As a born-and-bred New Jerseyite myself, there was nothing more fun than picking up one of her books and seeing myself dropped into a roman à clef of Spring Lake, Saddle River or Ridgewood. Her house in Spring Lake was near my grandparents’ house, and I’d often bike past it. Once, when I met her at a signing, she extended an invite to come knock on the door if I ever saw the lights on inside. My mother was mortified that I might actually do this; I’m not sure Mary would have minded. 2001’s ON THE STREET WHERE YOU LIVE was set in Spring Lake and sent a buzz through the town that summer. Street names were slightly changed, but she was detail-oriented to make sure that any house numbers in her book didn’t exist in parallel in real life. (I actually asked her about this at the aforementioned signing after spending an afternoon biking around trying to find the settings.) I guess tanking property values with a fictional murder isn’t very neighborly.

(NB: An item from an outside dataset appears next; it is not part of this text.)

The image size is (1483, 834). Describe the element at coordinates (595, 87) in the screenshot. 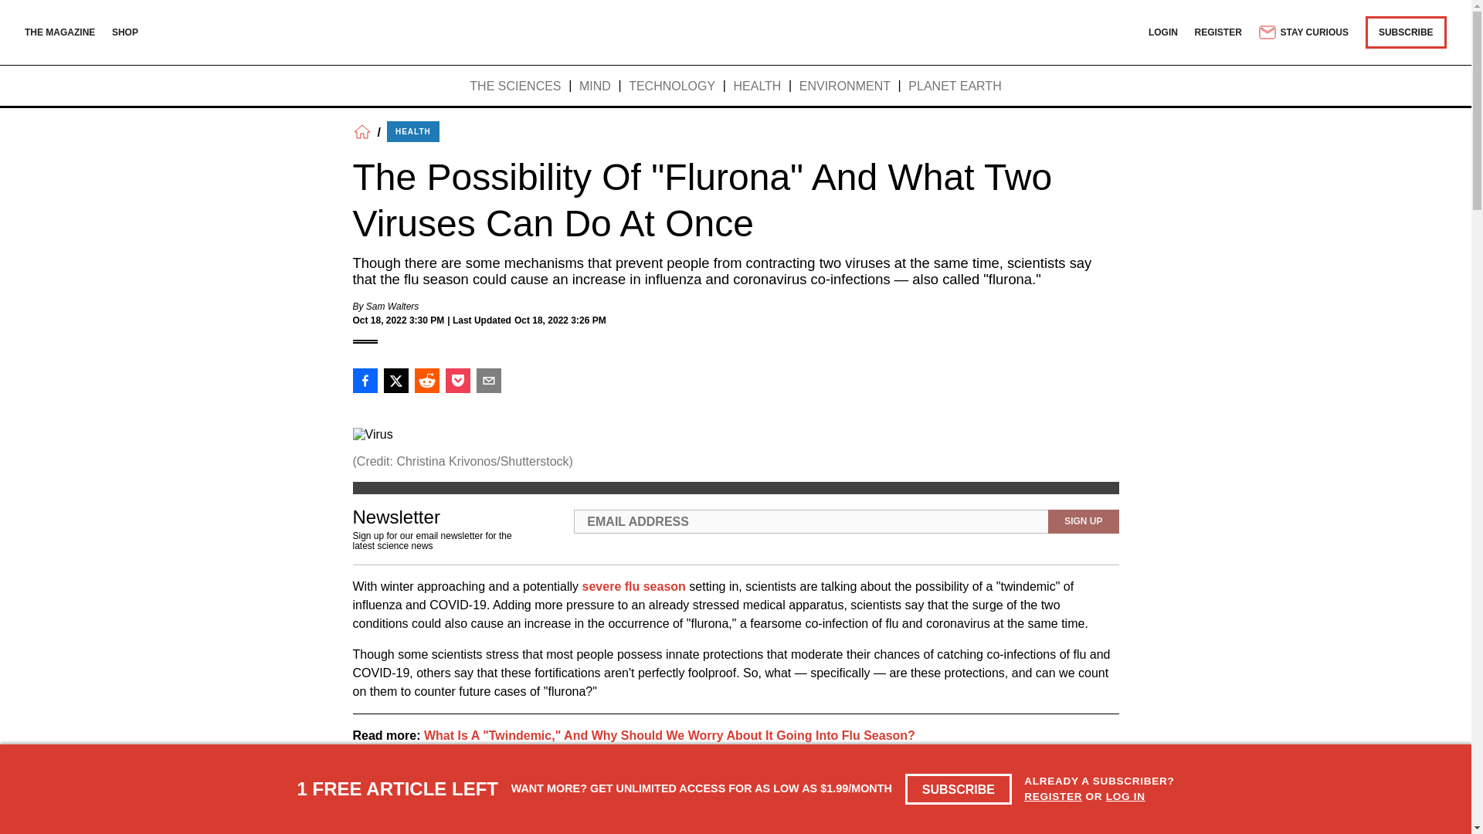

I see `MIND` at that location.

We met one other time, when she came to speak at my Genre Fiction class at Fordham University in 2012. She had a huge affinity for Fordham, having earned a degree on nights and weekends to set an example for her children. She remained a strong friend of the University, both personally and financially, funding a chair in the English department. After the event, we all went up to get books signed, and she noticed I was wearing a jacket from the Queen Elizabeth 2; our family had sailed on one of her final voyages a few years prior. She instantly smiled, and we spent several minutes sharing details of her voyages around the world on the QE2. Never mind that neither of us had been on the long-retired ship in many years at that point; she could wax vividly about her favorite spaces onboard. I was amazed, as was everyone else in the room. But would I expect anything less from someone who could write with such a sense of place?

The book world will not be the same without her new volumes gracing shelves in years to come, but she leaves an incredible back catalog that’s ripe to dive into.